Abstract

Large area thin films of few-layered unfunctionalized graphene platelets are developed with fine control over the thickness. The thin films are obtained by a Langmuir-Blodgett assembly at the interface of graphene solution in N-methyl-2-pyrrolidone (NMP) and water, and their optoelectronic properties and conduction mechanism are investigated in relation to lateral flake size and thin film thickness. The electrical conductivity and carrier mobility are affected by the flake size (200 nm to 1 μm) and by the packing of the nanostructure platelet network. General effective medium theory is used to explain the thickness dependent conductivity and to determine the percolation threshold film thickness which was found to be about 10 nm (at a volume fraction of ~39%) for a Langmuir-Blodgett film of an average platelet lateral size of 170 ± 40 nm. The electronic behaviour of the material shows more similarities with polycrystalline turbostratic graphite than thin films of reduced graphene oxide, carbon nanotubes, or disordered conducting polymers. While in these systems the conduction mechanism is often dominated by the presence of an energy barrier between conductive and non-conductive regions in the network, in the exfoliated graphene networks the conduction mechanism can be explained by the simple two-band model which is characteristic of polycrystalline graphite.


> **Exercise instructions**
Every entry should be duplicated verbatim, and no picture may appear in the copy.

> **Material provided**
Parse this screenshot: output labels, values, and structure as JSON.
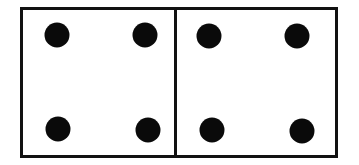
{
  "diagram": {
    "panels": [
      {
        "name": "left-panel",
        "dot_count": 4,
        "dots": [
          [
            57,
            35
          ],
          [
            145,
            35
          ],
          [
            58,
            129
          ],
          [
            148,
            130
          ]
        ]
      },
      {
        "name": "right-panel",
        "dot_count": 4,
        "dots": [
          [
            209,
            36
          ],
          [
            297,
            36
          ],
          [
            212,
            130
          ],
          [
            302,
            131
          ]
        ]
      }
    ],
    "colors": {
      "border": "#111111",
      "dot": "#0a0a0a",
      "background": "#ffffff"
    }
  }
}
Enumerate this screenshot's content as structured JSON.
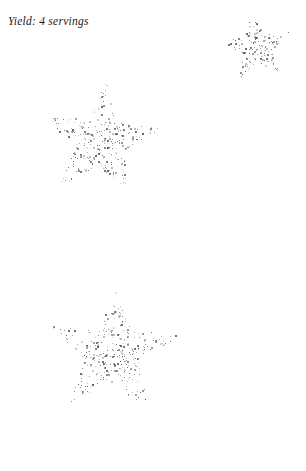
{
  "page": {
    "width": 306,
    "height": 471,
    "background": "#ffffff",
    "ink_color": "#3a3a42"
  },
  "header": {
    "yield_text": "Yield: 4 servings"
  },
  "figures": {
    "description": "three five-pointed stars drawn as scattered gray stipple dots",
    "count": 3,
    "stars": [
      {
        "name": "star-top-right",
        "cx": 256,
        "cy": 47,
        "outer_radius": 36,
        "inner_radius": 15,
        "rotation_deg": -8,
        "dot_count": 150,
        "seed": 1337
      },
      {
        "name": "star-middle-left",
        "cx": 100,
        "cy": 141,
        "outer_radius": 62,
        "inner_radius": 25,
        "rotation_deg": 6,
        "dot_count": 300,
        "seed": 24601
      },
      {
        "name": "star-bottom-left",
        "cx": 112,
        "cy": 352,
        "outer_radius": 70,
        "inner_radius": 28,
        "rotation_deg": 4,
        "dot_count": 330,
        "seed": 90210
      }
    ]
  }
}
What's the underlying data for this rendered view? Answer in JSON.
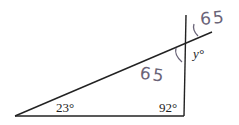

> **Problem solution**
Parse this screenshot: output labels, values, and structure as JSON.
{
  "diagram": {
    "panels": [
      {
        "name": "left-panel",
        "dot_count": 4,
        "dots": [
          [
            57,
            35
          ],
          [
            145,
            35
          ],
          [
            58,
            129
          ],
          [
            148,
            130
          ]
        ]
      },
      {
        "name": "right-panel",
        "dot_count": 4,
        "dots": [
          [
            209,
            36
          ],
          [
            297,
            36
          ],
          [
            212,
            130
          ],
          [
            302,
            131
          ]
        ]
      }
    ],
    "colors": {
      "border": "#111111",
      "dot": "#0a0a0a",
      "background": "#ffffff"
    }
  }
}
Enumerate this screenshot's content as structured JSON.
{
  "page": {
    "width": 306,
    "height": 471,
    "background": "#ffffff",
    "ink_color": "#3a3a42"
  },
  "header": {
    "yield_text": "Yield: 4 servings"
  },
  "figures": {
    "description": "three five-pointed stars drawn as scattered gray stipple dots",
    "count": 3,
    "stars": [
      {
        "name": "star-top-right",
        "cx": 256,
        "cy": 47,
        "outer_radius": 36,
        "inner_radius": 15,
        "rotation_deg": -8,
        "dot_count": 150,
        "seed": 1337
      },
      {
        "name": "star-middle-left",
        "cx": 100,
        "cy": 141,
        "outer_radius": 62,
        "inner_radius": 25,
        "rotation_deg": 6,
        "dot_count": 300,
        "seed": 24601
      },
      {
        "name": "star-bottom-left",
        "cx": 112,
        "cy": 352,
        "outer_radius": 70,
        "inner_radius": 28,
        "rotation_deg": 4,
        "dot_count": 330,
        "seed": 90210
      }
    ]
  }
}
What's the underlying data for this rendered view? Answer in JSON.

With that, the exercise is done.